On Monday, December 6, 2021, the U.S. Supreme Court will hear oral argument in an important case titled Hughes v Northwestern University, which provides the Court an opportunity to improve the lives of countless retirement savers by giving them a chance to hold those who administer retirement plans accountable when they breach their fiduciary duties.
What we said: We joined in an amicus brief led by AARP in which we urged the Supreme Court to reverse the lower court’s decision, restore the plaintiffs’ claims, and give them a chance to prove their case. As we said in the brief, the lower court decision in the Seventh Circuit misinterprets the plan administrator’s duty to monitor investments and applies an unfair and overly stringent pleading standard.
Why it matters: Hughes is all the more important as the retirement crisis in this country intensifies and Americans increasingly rely on prudent administration of their 401(k)’s to close the gap between their savings and what they’ll need to maintain a decent retirement.

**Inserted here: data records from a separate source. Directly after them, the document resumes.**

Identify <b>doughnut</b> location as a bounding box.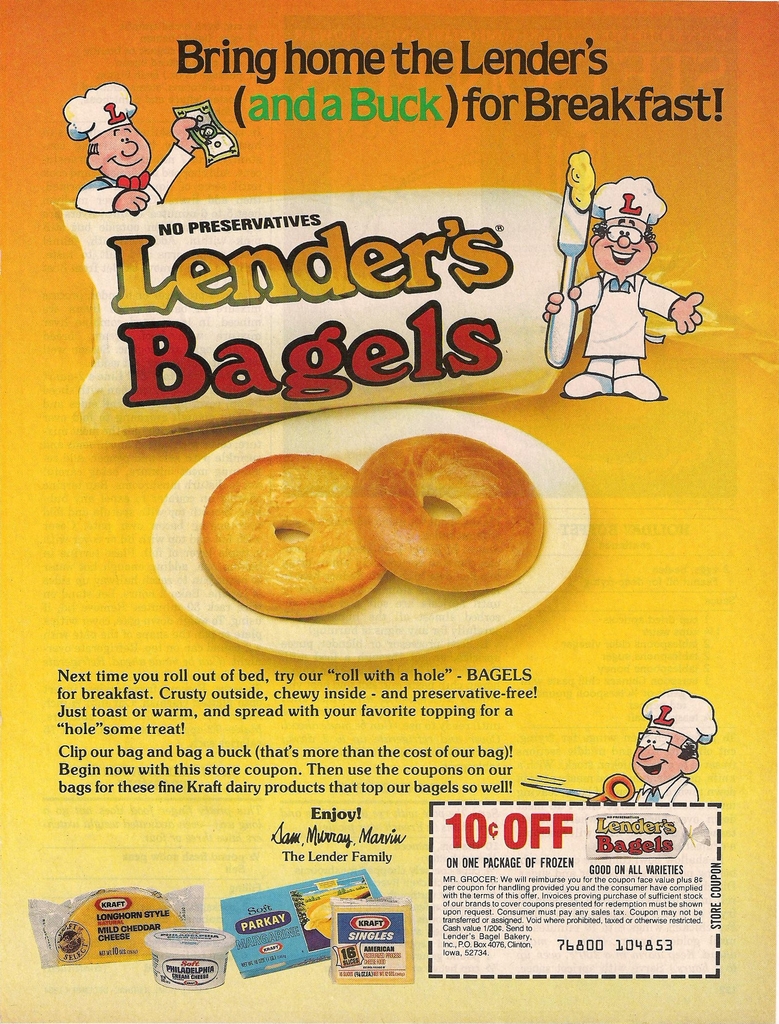
<box>193,454,386,620</box>.
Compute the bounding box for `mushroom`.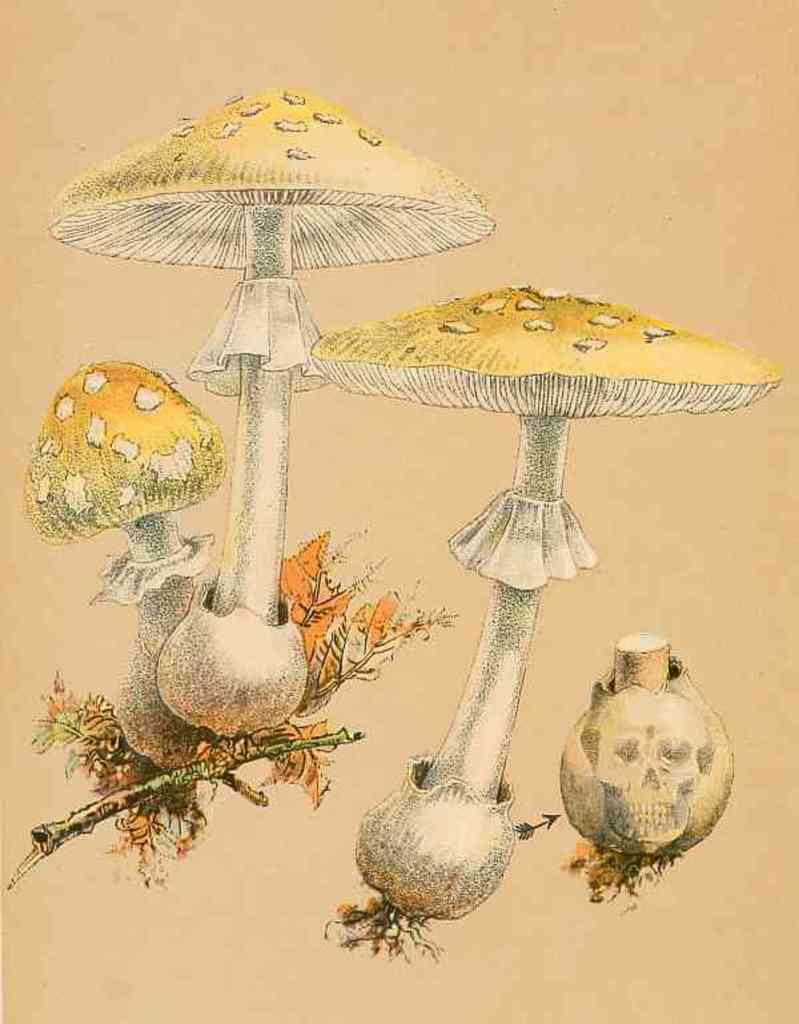
l=561, t=634, r=732, b=892.
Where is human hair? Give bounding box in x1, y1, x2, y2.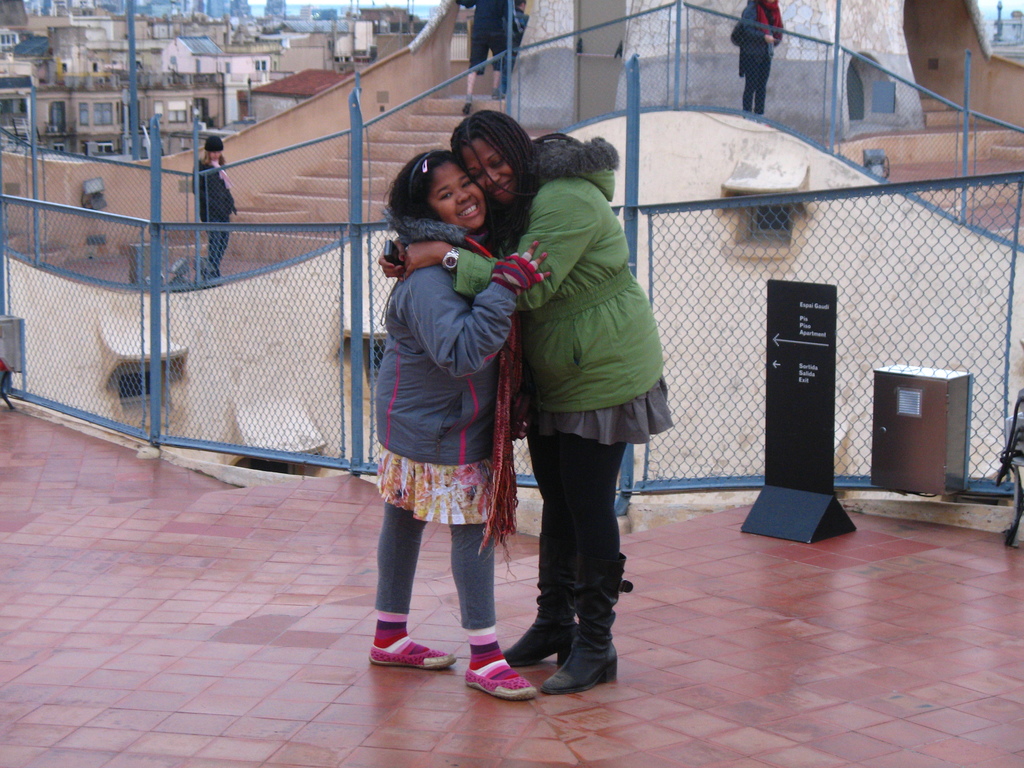
200, 150, 227, 164.
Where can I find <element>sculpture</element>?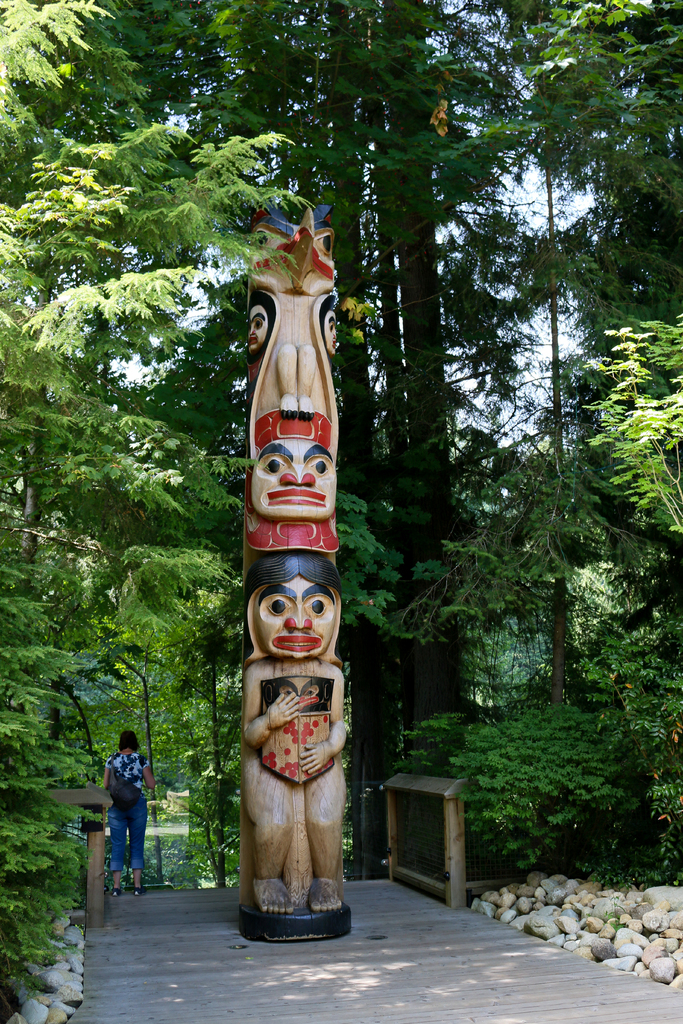
You can find it at crop(217, 147, 362, 998).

Bottom line: If the Supreme Court affirms dismissal of the plaintiffs’ complaint in this case, those victims of fiduciary misconduct will suffer irreparable harm. More broadly, other retirement plan participants sustaining similar forms of injury in the future will face higher hurdles to obtain relief. The upshot would be doubly damaging: It would relax the incentives that are necessary to ensure compliance with the high fiduciary standard embodied in ERISA, and it would thwart Congress’s goal of affording victims of abuse under ERISA ready access to the federal courts to seek relief.